“He’s cursed everyone,” Kylie managed to say. Including her, for by now her fever was so high she couldn’t think straight, and by the time Sally and Gillian managed to bring her upstairs to bed, she was burning up.
* * *
Outside, the roads were flooding with blood-colored puddles. Franny had been tending to the ill, using the black soap that had first been made with antibacterial ingredients by Hannah Owens during the Black Death. Franny now brought the soap and a basin up to the small room under the eaves where the children of the innkeeper had slept in the seventeenth century.
“You can cure her,” Sally said to her aunt, for what was done could be undone, and Franny was the person most able to fight this cursed disease.
The girl had all the symptoms. A pox was rising on her fair skin with patches of angry red-stained marks, and her every breath rattled in her chest. She seemed delirious, and recognized no one.
Gillian drew the curtains. She didn’t like the expression on their aunt’s face.
“Let’s get her comfortable,” Franny said. As Gillian and Sally eased off the raincoat, The Book of the Raven fell to the floor.
“That damn book,” Sally said. She intended to go after it and toss it away, but Franny was quicker.
“I’ll see to it,” Franny assured her.
Gillian and Sally removed Kylie’s muddy, sopping wet clothes and washed her body with warm water and black soap, the washcloths turning red. Her teeth were chattering as if she were still in the stream behind Lockland Manor. Franny opened the desk drawer, withdrawing the sewing kit. Fortunately, there was blue thread, which she strung around Kylie’s ankles and wrists, taking note of the burn on her wrist. In the palm of the right hand is the future you are born with, but the left hand holds the future you have made yourself, and the lines on Kylie’s left palm had stopped. Franny felt a chill up her spine. Soap and thread would not help. She slipped off the amulet Agnes Durant had given to her to wear for protection. “Make certain she wears this at all times,” she told Sally as she looped the cord over Kylie’s head. “I’ll do my best to stop the rain.”
The Grimoire was in Franny’s suitcase, but instead she turned to The Book of the Raven, which had been used to call down the red rain. She turned to the page Tom Lockland had studied so intently he’d left blotchy fingerprints on the page.
“Don’t use that book,” Sally warned.
“What started it will end it,” Franny said.
Franny lit a fire in a brass dish. She used red magic, cutting her palm with a letter opener and adding her blood to the mixture, then she tore off a piece of the curtain at the window and wrapped a figure formed of melted soap in a bit of the blue fabric for protection and good health. She paged through The Book of the Raven until she came upon an ancient Aramaic incantation Amelia Bassano had discovered long ago. Franny began to recite the verse that would cause the red rain to cease.
Gone are the evil spells and the ones that send it.
Protect the people in this house and in this village, not only now but for all generations, now and forever and ever.
Franny threw open the windows and repeated the spell without ceasing. The lethal red rain became a spattering, and then a haze, halted by the incantation, leaving the High Street a scarlet river. There still were no birds in the sky, but after a moment Franny could hear them stirring in the thicket beneath her window.
* * *
Margaret was seeing to the ill who had gathered in the pub, providing glasses of water mixed with mint and vervain to cool fevers. She heated water with honey and lemon and ginger for those afflicted by coughs, and quickly fixed poultices of rue and lavender to bring down the swellings of the pox and boils. There was a thick mixture of rowan berries, cooked nearly to a liquid in a kettle, slippery when skimmed over the skin, that brought down fever. With the end of the rain, people were coming out of their houses, looking for help and Vincent had persuaded Hal to open the door. “All for one and one for all,” he said. When Hal had continued to look blank, Vincent admonished him. “These are your neighbors, man.”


Work item. Copy exactly the lines starting at the one that contains "Describe the element" and running through the end of the material below. Exclude any pictures.

Dataset.
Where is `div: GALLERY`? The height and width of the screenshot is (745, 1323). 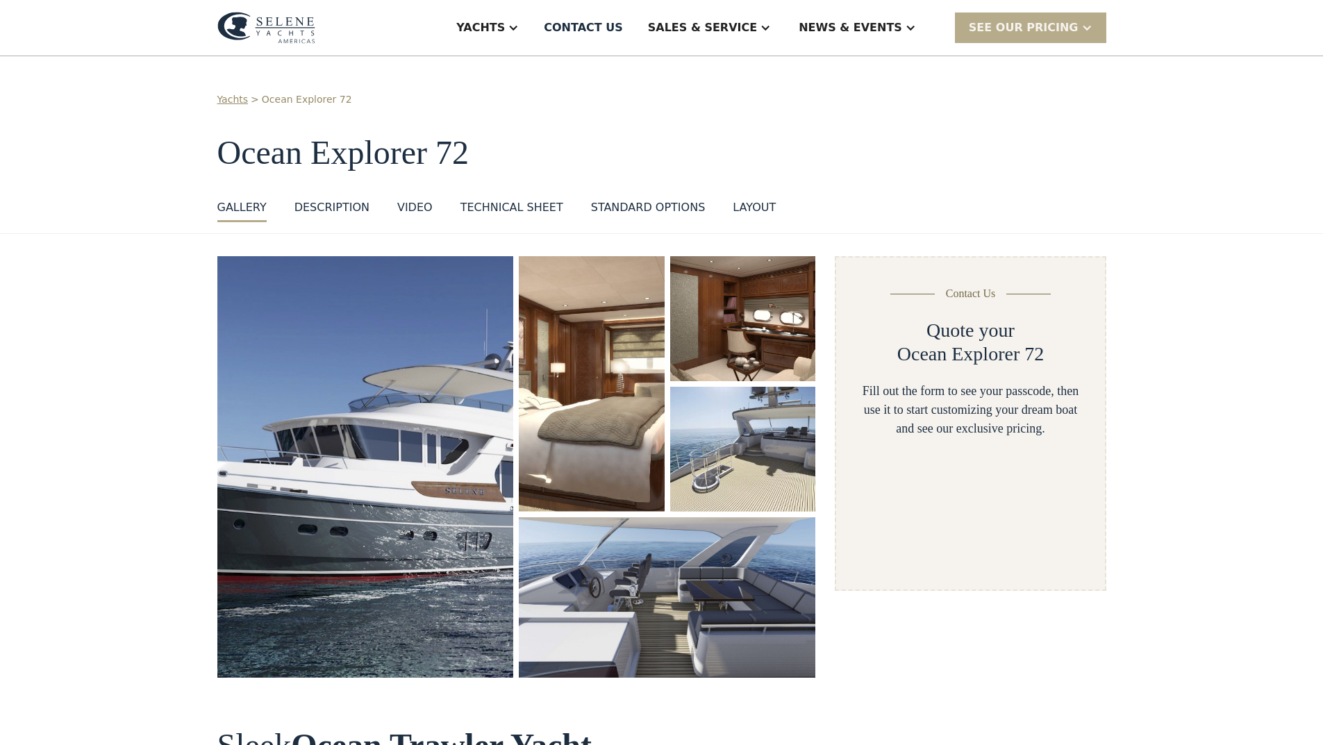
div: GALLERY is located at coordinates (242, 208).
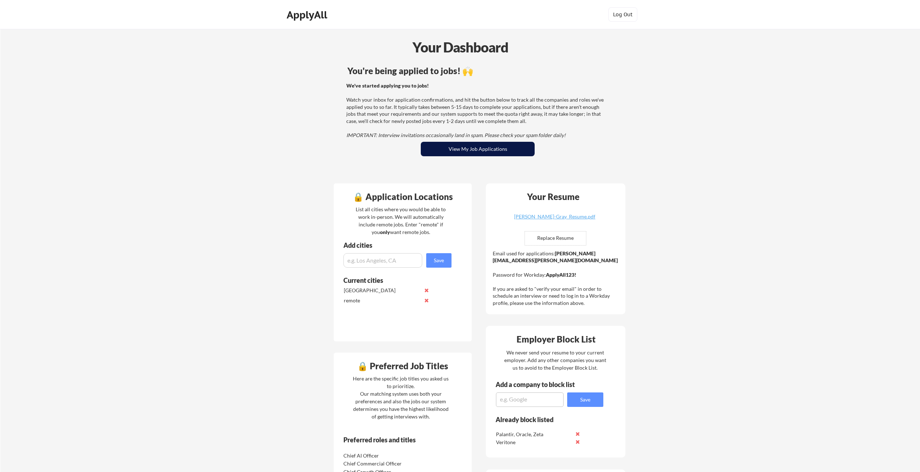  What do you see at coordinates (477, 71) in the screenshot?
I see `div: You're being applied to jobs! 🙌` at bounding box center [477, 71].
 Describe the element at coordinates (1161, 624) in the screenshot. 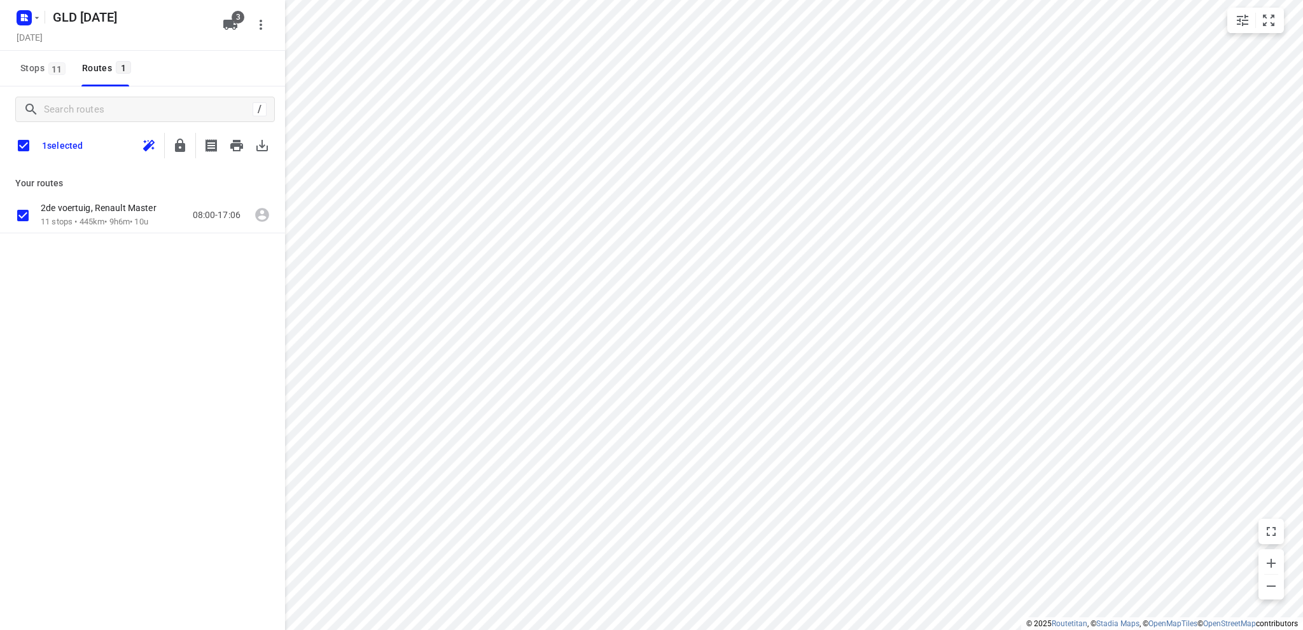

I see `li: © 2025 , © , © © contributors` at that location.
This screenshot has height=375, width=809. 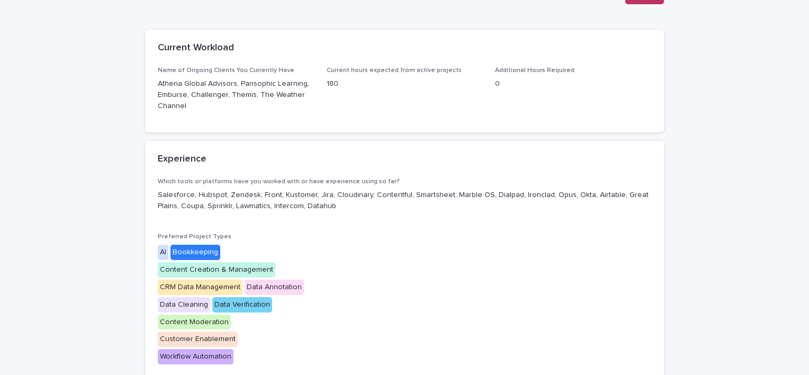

Task output.
 Describe the element at coordinates (1161, 624) in the screenshot. 

I see `li: © 2025 , © , © © contributors` at that location.
This screenshot has height=375, width=809. 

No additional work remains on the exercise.